Johnny Butler

February 14, 2026

Software Delivery: Appetites Over Estimates (and What You Say When The Business Asks “How Long?”)

Most teams like the idea of “appetites over estimates” until you try to run an actual planning cycle.

Let’s say you’re planning a 4-week cycle: 3 weeks of development and 1 week cooldown. You’ve got a set of pitches on the table. The business sees the list and asks the most natural question in the world:

“How long will each pitch take?”

This is where the engineering lead has to push back and reframe. Not because the business is being unreasonable — they’re asking the question they need answered to make trade-offs. But “how long?” forces you into estimation mode, and estimation mode usually creates a false sense of precision.

The reframe is:
“How much is this worth?”

That’s not easy for the business either. It’s a different muscle. They’re being asked to decide value and priority explicitly instead of hiding behind dates.
What works best in practice is making the choice concrete in terms of the cycle.
For example: “This pitch is worth 10% of the cycle.”

If you have 60 engineering days across the cycle, 10% is 6 days. You’re not asking engineering to predict the future. You’re asking the business to decide whether the outcome is worth spending six days of the team’s time.
That’s the bet.
Then the execution side matters just as much as the planning side.

Because what tends to happen in reality is:
If you have good engineers who make progress visible as early as possible, you get a workable V1 surprisingly fast.

By around day 2, you can often have something shipable that covers the core functionality.
Shape Up calls this the epicentre: the part that must exist or the whole thing can’t launch. It’s the “if we don’t build this, nothing else matters” component.
In an e-commerce marketplace, a good example is payments. If you’re building a new checkout flow or subscription model, starting with payments is often the right move because it’s the hardest constraint and the highest leverage. Without payments working, the whole feature is dead.

So you build the epicentre first.

By day 4, that V1 is usually much more robust. It covers a lot of what was in the pitch, and in many cases it’s what actually ships as the final product. Then you hit an important moment:
The last couple of days are usually polish and nice-to-haves.
And here’s the key: once the business can see the “day 4 version”, they often choose not to spend the remaining time. They’d rather allocate those days to something else.

That’s appetites over estimates in practice. You’re not trying to predict exactly how long everything will take. You’re making the work visible early so the business can decide when to stop spending.
This is also why tight feedback loops matter so much. Making progress visible early isn’t just demos. It’s confidence.
Test coverage and TDD-style validation are what make “shipping early” safe, because you can move fast without relying on manual UAT for every small change.

And AI has accelerated this dynamic. It increases iteration speed, especially for getting the V1 in place, wiring the happy path, and tightening up the implementation but it doesn’t change the core Shape Up idea:

The business still decides the appetite.
Engineering still prioritises the epicentre.
And the team still makes progress visible early so trade-offs happen before the time is gone.

The most important shift is cultural:
Instead of “how long will this take?”, the question becomes:
“How much is this worth and what do we get if we spend that amount?”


◆ Instructions for the task: In the lines below, look for "international". Copy each line where it appears.

◆ Data supplied:
++++++++++
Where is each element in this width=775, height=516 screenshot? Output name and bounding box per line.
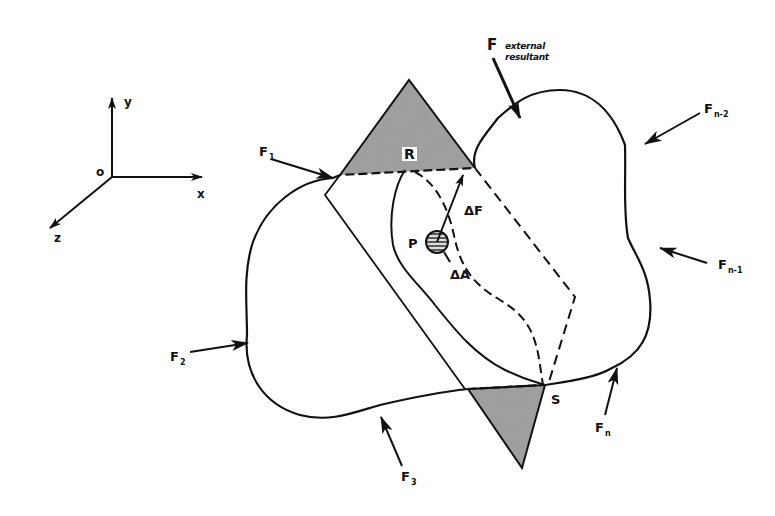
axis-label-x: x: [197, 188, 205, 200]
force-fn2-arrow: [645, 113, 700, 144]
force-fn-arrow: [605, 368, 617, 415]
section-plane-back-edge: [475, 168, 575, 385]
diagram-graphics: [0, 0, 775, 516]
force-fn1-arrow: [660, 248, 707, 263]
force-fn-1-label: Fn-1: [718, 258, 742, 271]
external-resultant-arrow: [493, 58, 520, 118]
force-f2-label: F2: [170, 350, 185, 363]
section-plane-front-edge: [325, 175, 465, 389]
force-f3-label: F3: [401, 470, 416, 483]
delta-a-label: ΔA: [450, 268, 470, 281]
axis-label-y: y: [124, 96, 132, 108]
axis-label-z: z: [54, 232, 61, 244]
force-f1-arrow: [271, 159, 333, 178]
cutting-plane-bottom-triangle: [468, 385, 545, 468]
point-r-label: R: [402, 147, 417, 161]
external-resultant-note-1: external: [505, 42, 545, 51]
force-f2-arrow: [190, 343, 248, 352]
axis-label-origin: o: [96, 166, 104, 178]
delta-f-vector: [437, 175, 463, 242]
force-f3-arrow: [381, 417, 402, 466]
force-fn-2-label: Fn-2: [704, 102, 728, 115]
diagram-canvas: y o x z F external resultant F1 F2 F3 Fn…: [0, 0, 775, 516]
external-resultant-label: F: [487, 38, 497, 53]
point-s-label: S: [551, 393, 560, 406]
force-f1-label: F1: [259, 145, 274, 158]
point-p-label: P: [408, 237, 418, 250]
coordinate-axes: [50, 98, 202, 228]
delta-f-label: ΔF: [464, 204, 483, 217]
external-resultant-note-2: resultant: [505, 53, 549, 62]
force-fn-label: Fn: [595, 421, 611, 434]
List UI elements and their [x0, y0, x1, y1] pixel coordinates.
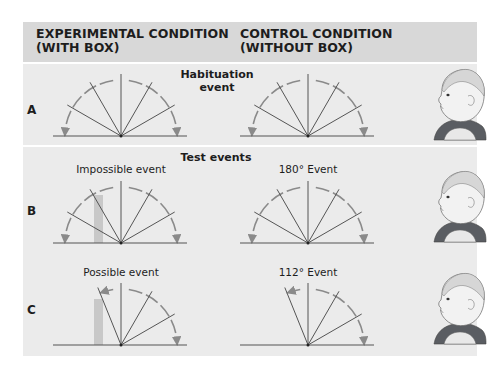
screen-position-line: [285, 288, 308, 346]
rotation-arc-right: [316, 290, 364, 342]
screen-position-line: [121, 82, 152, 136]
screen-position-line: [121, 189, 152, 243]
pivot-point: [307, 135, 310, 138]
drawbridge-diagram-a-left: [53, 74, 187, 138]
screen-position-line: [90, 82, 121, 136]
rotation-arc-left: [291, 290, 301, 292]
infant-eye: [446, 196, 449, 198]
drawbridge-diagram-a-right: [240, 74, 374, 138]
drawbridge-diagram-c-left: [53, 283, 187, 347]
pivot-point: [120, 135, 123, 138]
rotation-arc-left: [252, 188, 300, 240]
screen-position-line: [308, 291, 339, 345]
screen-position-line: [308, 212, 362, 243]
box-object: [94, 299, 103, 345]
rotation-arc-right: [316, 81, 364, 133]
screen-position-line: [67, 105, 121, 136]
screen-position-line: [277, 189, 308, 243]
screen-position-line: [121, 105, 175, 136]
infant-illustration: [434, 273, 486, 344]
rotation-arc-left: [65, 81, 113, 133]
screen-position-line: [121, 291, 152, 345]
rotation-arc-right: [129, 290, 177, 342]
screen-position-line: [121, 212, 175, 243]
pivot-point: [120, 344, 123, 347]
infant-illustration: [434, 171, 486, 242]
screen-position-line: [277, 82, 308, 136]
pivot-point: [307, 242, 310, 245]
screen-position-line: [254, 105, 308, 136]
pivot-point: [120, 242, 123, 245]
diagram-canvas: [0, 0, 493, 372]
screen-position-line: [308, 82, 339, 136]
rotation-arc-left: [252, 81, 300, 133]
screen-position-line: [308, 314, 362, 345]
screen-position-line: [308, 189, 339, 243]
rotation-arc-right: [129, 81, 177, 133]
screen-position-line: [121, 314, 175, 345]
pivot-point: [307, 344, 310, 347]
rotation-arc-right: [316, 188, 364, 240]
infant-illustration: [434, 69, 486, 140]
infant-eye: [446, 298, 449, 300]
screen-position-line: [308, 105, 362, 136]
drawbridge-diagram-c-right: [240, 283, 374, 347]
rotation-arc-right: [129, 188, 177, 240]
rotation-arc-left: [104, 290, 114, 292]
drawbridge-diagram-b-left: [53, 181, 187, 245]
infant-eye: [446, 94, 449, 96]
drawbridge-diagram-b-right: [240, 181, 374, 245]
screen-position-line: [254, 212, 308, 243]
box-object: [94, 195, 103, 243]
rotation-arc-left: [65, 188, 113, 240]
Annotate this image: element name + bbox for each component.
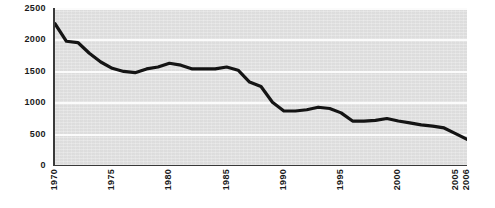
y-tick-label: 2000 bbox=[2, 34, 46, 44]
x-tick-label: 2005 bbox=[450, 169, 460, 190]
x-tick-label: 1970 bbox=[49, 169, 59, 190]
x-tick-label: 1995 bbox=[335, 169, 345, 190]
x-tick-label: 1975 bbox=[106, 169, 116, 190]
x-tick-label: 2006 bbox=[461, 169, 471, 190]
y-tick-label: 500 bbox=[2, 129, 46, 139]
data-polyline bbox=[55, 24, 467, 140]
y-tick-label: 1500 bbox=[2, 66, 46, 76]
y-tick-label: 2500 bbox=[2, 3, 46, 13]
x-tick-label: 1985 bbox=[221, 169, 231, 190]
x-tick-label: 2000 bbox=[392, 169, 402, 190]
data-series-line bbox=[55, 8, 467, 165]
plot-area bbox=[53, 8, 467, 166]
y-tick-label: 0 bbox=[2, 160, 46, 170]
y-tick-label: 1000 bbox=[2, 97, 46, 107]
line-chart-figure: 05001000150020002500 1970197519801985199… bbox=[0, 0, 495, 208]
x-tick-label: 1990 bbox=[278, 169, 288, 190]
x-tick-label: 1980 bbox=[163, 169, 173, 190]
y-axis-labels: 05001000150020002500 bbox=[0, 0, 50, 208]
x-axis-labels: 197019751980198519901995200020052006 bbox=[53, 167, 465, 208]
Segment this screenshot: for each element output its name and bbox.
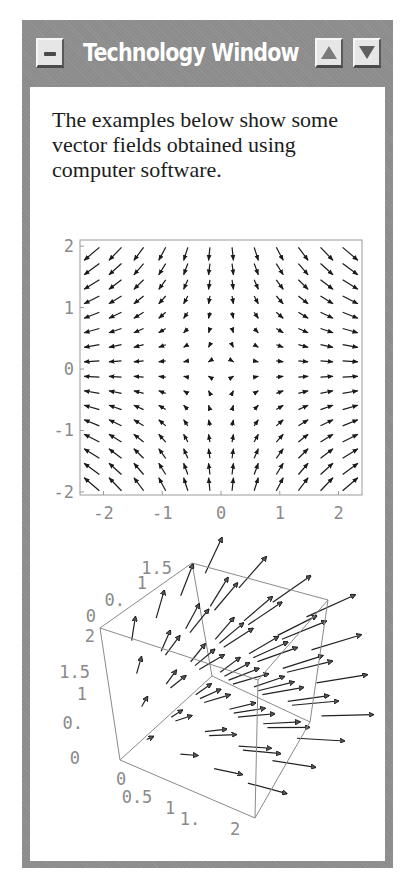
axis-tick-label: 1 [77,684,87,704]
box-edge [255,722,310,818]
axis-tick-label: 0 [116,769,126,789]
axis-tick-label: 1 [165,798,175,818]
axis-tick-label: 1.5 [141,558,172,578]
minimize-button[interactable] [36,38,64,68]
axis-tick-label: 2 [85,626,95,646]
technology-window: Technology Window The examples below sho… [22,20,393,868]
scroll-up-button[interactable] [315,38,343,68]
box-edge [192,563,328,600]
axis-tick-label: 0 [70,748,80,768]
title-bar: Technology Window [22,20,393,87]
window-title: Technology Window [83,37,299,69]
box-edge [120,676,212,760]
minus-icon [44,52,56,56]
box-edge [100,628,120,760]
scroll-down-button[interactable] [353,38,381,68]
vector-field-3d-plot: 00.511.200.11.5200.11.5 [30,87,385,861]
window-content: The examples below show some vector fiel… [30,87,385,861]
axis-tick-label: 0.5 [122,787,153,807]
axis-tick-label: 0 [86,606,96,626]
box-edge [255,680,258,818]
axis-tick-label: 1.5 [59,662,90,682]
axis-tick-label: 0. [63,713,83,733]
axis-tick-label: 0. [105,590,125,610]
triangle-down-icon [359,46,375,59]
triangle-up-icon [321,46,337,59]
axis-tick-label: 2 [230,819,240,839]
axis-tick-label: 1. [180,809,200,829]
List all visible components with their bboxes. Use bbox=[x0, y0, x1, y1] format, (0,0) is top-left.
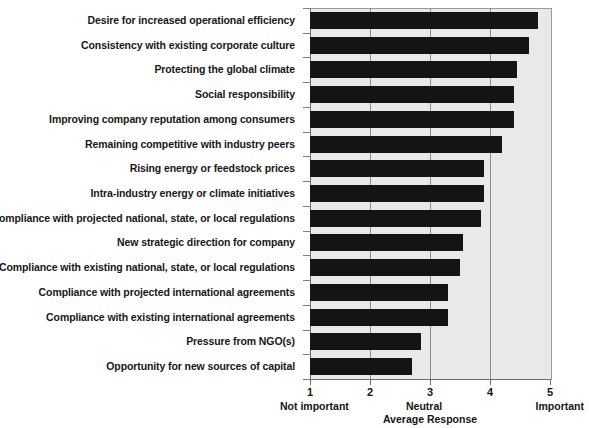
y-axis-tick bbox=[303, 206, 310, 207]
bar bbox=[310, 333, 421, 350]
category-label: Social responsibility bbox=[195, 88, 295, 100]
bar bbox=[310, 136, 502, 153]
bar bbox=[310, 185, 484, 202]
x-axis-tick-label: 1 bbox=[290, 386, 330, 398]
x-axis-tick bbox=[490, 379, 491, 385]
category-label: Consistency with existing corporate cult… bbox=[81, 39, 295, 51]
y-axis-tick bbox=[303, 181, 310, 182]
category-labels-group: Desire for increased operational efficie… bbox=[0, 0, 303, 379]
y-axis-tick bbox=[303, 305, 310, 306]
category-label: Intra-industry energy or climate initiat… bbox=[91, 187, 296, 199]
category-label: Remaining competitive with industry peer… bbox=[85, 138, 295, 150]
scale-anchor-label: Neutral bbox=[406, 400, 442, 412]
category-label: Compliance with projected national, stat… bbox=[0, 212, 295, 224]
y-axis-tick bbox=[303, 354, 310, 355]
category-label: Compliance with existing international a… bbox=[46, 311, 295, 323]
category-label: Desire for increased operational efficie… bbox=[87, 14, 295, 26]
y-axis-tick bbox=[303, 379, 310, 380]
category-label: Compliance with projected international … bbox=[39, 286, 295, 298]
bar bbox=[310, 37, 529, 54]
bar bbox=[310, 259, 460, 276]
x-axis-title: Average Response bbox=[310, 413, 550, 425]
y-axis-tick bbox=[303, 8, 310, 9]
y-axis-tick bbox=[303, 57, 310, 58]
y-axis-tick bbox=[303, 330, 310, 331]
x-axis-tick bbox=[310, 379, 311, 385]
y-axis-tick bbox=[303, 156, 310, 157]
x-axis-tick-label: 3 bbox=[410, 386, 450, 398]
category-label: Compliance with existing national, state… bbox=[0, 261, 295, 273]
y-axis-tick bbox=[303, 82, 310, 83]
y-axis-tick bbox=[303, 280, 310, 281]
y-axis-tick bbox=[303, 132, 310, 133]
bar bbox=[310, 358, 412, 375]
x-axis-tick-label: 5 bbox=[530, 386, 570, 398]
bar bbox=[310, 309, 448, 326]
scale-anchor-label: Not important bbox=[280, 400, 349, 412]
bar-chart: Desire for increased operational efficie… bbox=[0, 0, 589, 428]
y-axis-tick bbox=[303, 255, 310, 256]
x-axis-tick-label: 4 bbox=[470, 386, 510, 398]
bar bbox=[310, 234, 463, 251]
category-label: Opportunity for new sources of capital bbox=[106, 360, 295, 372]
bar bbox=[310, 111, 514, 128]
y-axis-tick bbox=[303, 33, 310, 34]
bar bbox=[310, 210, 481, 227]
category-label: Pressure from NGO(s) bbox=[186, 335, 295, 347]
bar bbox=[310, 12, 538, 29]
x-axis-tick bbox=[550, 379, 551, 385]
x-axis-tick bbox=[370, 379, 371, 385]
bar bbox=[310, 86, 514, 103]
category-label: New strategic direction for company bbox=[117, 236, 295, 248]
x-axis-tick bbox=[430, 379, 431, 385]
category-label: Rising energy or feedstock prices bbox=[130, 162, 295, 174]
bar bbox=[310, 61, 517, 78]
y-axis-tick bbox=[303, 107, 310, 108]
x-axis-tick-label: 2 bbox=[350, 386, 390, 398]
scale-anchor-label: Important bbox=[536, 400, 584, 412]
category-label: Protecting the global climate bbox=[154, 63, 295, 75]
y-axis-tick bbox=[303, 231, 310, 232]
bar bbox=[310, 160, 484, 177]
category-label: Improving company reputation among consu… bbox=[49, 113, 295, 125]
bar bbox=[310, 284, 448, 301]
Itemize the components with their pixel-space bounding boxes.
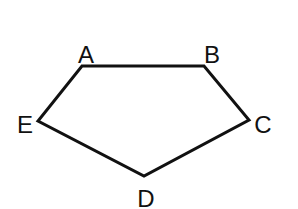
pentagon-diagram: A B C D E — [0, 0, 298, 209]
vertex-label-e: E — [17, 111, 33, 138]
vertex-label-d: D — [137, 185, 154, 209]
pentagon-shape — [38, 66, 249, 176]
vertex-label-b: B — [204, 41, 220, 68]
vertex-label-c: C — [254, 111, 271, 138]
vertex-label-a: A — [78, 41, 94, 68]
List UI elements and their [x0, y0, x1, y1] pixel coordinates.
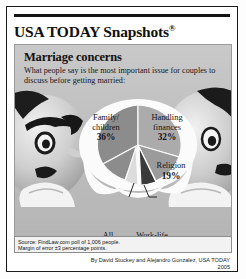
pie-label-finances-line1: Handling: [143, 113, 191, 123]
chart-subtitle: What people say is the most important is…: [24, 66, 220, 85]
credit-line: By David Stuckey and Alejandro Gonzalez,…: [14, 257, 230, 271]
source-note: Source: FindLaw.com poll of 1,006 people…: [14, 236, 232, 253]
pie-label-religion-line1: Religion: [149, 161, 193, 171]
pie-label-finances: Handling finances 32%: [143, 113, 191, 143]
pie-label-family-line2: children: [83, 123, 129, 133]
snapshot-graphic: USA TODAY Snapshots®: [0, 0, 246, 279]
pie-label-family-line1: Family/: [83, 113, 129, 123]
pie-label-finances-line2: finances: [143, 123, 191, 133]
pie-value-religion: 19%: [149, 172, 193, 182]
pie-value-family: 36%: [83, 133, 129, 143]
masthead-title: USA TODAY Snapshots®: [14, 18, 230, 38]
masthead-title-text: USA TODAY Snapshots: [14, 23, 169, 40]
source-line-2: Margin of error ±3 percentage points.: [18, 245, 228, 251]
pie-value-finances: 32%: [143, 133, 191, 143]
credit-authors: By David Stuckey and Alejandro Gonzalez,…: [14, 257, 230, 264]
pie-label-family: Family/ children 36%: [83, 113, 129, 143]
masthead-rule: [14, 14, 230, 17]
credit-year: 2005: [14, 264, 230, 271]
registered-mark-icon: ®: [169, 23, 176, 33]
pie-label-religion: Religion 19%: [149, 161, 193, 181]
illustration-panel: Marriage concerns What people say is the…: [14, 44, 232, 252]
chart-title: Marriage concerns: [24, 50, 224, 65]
++++++++++
◆ Result below:
category-label: Compliance with existing international a… bbox=[46, 311, 295, 323]
category-label: Compliance with projected international … bbox=[39, 286, 295, 298]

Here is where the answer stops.